(Stored data)
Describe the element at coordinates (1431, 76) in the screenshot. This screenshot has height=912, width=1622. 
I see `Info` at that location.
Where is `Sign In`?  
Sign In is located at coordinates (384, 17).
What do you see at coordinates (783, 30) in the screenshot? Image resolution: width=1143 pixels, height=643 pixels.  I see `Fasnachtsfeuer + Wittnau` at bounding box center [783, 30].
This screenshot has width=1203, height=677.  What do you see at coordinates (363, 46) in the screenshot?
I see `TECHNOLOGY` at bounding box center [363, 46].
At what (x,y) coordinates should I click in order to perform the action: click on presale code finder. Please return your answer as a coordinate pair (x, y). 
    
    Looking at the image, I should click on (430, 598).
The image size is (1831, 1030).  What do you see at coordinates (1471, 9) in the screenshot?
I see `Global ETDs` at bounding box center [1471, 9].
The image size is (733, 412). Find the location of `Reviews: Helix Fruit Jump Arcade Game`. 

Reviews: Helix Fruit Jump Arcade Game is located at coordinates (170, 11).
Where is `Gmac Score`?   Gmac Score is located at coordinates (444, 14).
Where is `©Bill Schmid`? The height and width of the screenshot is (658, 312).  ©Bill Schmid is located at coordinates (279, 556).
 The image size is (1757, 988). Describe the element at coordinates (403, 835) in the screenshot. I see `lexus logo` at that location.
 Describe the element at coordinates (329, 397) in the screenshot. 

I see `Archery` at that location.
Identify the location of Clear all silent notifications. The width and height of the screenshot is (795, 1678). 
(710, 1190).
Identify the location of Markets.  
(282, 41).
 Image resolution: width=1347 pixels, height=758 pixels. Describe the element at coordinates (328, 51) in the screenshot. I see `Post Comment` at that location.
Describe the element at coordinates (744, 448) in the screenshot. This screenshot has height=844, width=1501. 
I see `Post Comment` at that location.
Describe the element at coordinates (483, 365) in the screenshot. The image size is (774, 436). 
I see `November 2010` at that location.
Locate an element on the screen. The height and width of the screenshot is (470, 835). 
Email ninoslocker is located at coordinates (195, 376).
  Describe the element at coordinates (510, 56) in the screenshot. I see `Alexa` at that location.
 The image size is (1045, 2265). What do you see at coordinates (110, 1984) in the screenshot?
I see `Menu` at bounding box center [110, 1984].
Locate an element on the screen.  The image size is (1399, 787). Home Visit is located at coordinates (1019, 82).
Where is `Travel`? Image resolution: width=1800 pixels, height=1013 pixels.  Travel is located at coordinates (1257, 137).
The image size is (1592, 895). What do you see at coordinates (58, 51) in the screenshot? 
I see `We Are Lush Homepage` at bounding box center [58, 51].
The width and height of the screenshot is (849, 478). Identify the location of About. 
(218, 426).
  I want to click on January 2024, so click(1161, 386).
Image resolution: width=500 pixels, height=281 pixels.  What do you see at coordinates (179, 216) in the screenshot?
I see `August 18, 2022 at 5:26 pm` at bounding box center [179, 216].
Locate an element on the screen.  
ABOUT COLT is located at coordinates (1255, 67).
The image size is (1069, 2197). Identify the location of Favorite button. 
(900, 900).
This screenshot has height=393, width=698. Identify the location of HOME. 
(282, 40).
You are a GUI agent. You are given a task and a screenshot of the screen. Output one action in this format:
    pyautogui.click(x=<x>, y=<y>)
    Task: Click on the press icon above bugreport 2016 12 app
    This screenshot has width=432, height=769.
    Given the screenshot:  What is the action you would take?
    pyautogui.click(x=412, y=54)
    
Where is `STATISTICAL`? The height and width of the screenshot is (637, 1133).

:: DIRECTIONS FOR THIS TASK ::
Each record needs to be duplicated exactly.

:: OUTPUT BELOW ::
Describe the element at coordinates (1431, 76) in the screenshot. This screenshot has height=912, width=1622. 
I see `Info` at that location.
Where is `Sign In`?  
Sign In is located at coordinates (384, 17).
What do you see at coordinates (783, 30) in the screenshot? Image resolution: width=1143 pixels, height=643 pixels.  I see `Fasnachtsfeuer + Wittnau` at bounding box center [783, 30].
This screenshot has width=1203, height=677.  What do you see at coordinates (363, 46) in the screenshot?
I see `TECHNOLOGY` at bounding box center [363, 46].
At what (x,y) coordinates should I click in order to perform the action: click on presale code finder. Please return your answer as a coordinate pair (x, y). 
    
    Looking at the image, I should click on (430, 598).
The image size is (1831, 1030).  What do you see at coordinates (1471, 9) in the screenshot?
I see `Global ETDs` at bounding box center [1471, 9].
The image size is (733, 412). Find the location of `Reviews: Helix Fruit Jump Arcade Game`. 

Reviews: Helix Fruit Jump Arcade Game is located at coordinates (170, 11).
Where is `Gmac Score`?   Gmac Score is located at coordinates (444, 14).
Where is `©Bill Schmid`? The height and width of the screenshot is (658, 312).  ©Bill Schmid is located at coordinates (279, 556).
 The image size is (1757, 988). Describe the element at coordinates (403, 835) in the screenshot. I see `lexus logo` at that location.
 Describe the element at coordinates (329, 397) in the screenshot. 

I see `Archery` at that location.
Identify the location of Clear all silent notifications. The width and height of the screenshot is (795, 1678). 
(710, 1190).
Identify the location of Markets.  
(282, 41).
 Image resolution: width=1347 pixels, height=758 pixels. Describe the element at coordinates (328, 51) in the screenshot. I see `Post Comment` at that location.
Describe the element at coordinates (744, 448) in the screenshot. This screenshot has height=844, width=1501. 
I see `Post Comment` at that location.
Describe the element at coordinates (483, 365) in the screenshot. The image size is (774, 436). 
I see `November 2010` at that location.
Locate an element on the screen. The height and width of the screenshot is (470, 835). 
Email ninoslocker is located at coordinates (195, 376).
  Describe the element at coordinates (510, 56) in the screenshot. I see `Alexa` at that location.
 The image size is (1045, 2265). What do you see at coordinates (110, 1984) in the screenshot?
I see `Menu` at bounding box center [110, 1984].
Locate an element on the screen.  The image size is (1399, 787). Home Visit is located at coordinates (1019, 82).
Where is `Travel`? Image resolution: width=1800 pixels, height=1013 pixels.  Travel is located at coordinates (1257, 137).
The image size is (1592, 895). What do you see at coordinates (58, 51) in the screenshot? 
I see `We Are Lush Homepage` at bounding box center [58, 51].
The width and height of the screenshot is (849, 478). Identify the location of About. 
(218, 426).
  I want to click on January 2024, so click(1161, 386).
Image resolution: width=500 pixels, height=281 pixels.  What do you see at coordinates (179, 216) in the screenshot?
I see `August 18, 2022 at 5:26 pm` at bounding box center [179, 216].
Locate an element on the screen.  
ABOUT COLT is located at coordinates (1255, 67).
The image size is (1069, 2197). Identify the location of Favorite button. 
(900, 900).
This screenshot has height=393, width=698. Identify the location of HOME. 
(282, 40).
You are a GUI agent. You are given a task and a screenshot of the screen. Output one action in this format:
    pyautogui.click(x=<x>, y=<y>)
    Task: Click on the press icon above bugreport 2016 12 app
    This screenshot has width=432, height=769.
    Given the screenshot:  What is the action you would take?
    pyautogui.click(x=412, y=54)
    
Where is `STATISTICAL`? The height and width of the screenshot is (637, 1133).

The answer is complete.